The shuttle ride, the arrival, and a tribute to a lodge lost to fire.
This post is part of the travel series "Grand Canyon 4-day Rim-to-Rim Hike".
Getting to the North Rim
Our Grand Canyon adventure technically started a day before the first step on the trail. On the morning of May 26, we parked our car at Parking Lot D on the South Rim, grabbed our packs, and walked over to the Bright Angel Lodge to catch the Trans-Canyon Shuttle.
The shuttle left at 8:00 AM and pulled into the North Rim about four and a half hours later. It's a long ride, but it's a good one. The route takes you east out of the park, across the Navajo Nation, and around the canyon's eastern edge before climbing back up to the North Rim from the north.

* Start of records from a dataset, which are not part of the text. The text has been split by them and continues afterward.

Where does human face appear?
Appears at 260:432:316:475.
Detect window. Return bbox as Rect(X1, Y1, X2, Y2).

There are two rest stops along the way. The first is a gas station in Cameron, AZ — a quick stretch-your-legs kind of stop. The second is at the Navajo Bridge Interpretive Center, where you can walk out onto the historic bridge and look straight down at the Colorado River slicing through Marble Canyon far below. It's a solid preview of what's waiting inside the Grand Canyon itself.

Once the shuttle reaches the North Rim area, it makes a stop at the North Kaibab Trailhead — which we'd be seeing again very early the next morning — before the final drop-off at the Grand Canyon Lodge.
The North Rim
The North Rim is the quieter, less-visited side of the Grand Canyon. It sits about 1,000 feet higher than the South Rim, which means cooler temperatures, thicker forests, and a completely different feel. Where the South Rim buzzes with day-trippers and tour buses, the North Rim moves at a slower pace. It felt like we had the place more to ourselves.

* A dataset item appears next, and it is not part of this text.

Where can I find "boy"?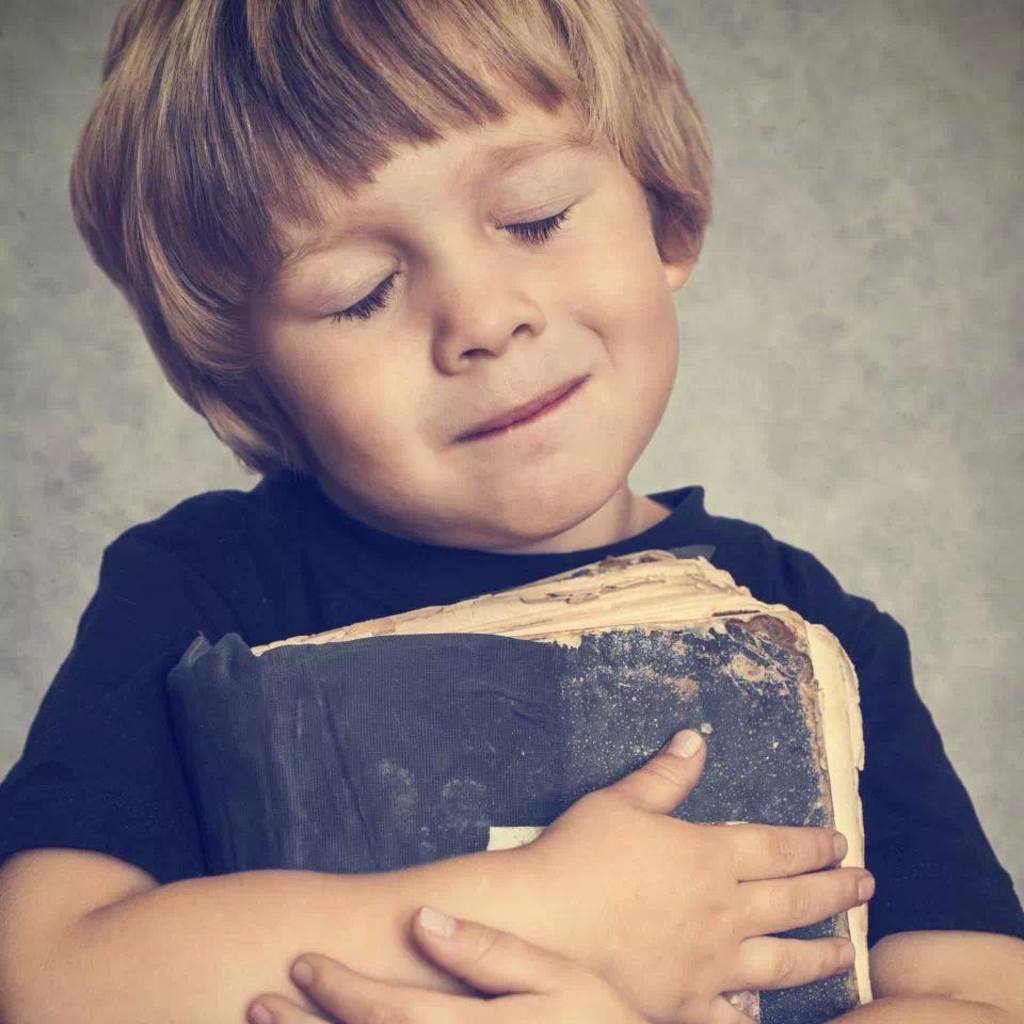
You can find it at [0,0,1023,1023].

We checked into one of the cabins at the Grand Canyon Lodge — a rustic but comfortable spot tucked among the ponderosa pines. After settling in, we spent the rest of the afternoon doing exactly what you should do when you're standing on the edge of one of the planet's most impressive holes in the ground: looking at it.
The rim trail on the North Rim offers several viewpoints, and we hit as many as we could before sunset. The canyon views from the North Rim are different from the South — you're looking across a wider expanse, and the depth and layering of the rock formations feel more pronounced. As the sun dropped lower, the colors shifted through shades of orange, red, and deep purple. It was the kind of sunset that made us stop talking and just watch.
After sunset, we headed back to the lodge for dinner and then to our cabins for an early night. The alarm was set for well before dawn — the trail was calling.

A Tribute to the Grand Canyon Lodge North Rim
In 2025, the Grand Canyon Lodge North Rim was destroyed by fire. The lodge, originally built in 1937 and a designated National Historic Landmark, had been a fixture of the North Rim experience for nearly a century. Its stone-and-timber architecture blended into the landscape like it had always been there, and the sunroom — with its massive windows framing the canyon — was one of those rare places where the building and the view felt like they belonged together.

We were lucky to have stayed there in 2022, before it was gone. The memory of sitting on that porch, watching the canyon turn gold in the late afternoon light, is one that stays with you.
For anyone planning a North Rim trip going forward, the campground remains an alternative for lodging. It's a different experience — you're in a tent instead of a cabin — but the views and the quiet of the North Rim are still very much there.
The lodge may be gone until it is rebuilt, but the rim isn't going anywhere.

The North Rim is worth the visit on its own, even if you never set foot on a trail. But for us, it was the calm before the storm — one last comfortable night before we traded cabins for tents and pavement for dirt.
Next: The Hike — Day 1: North Rim to Cottonwood
Photos by Rodrigo Senra, Nascif Abousah, Alexandre Da Silva, and Luciano Silva — fellow hikers and accidental photographers.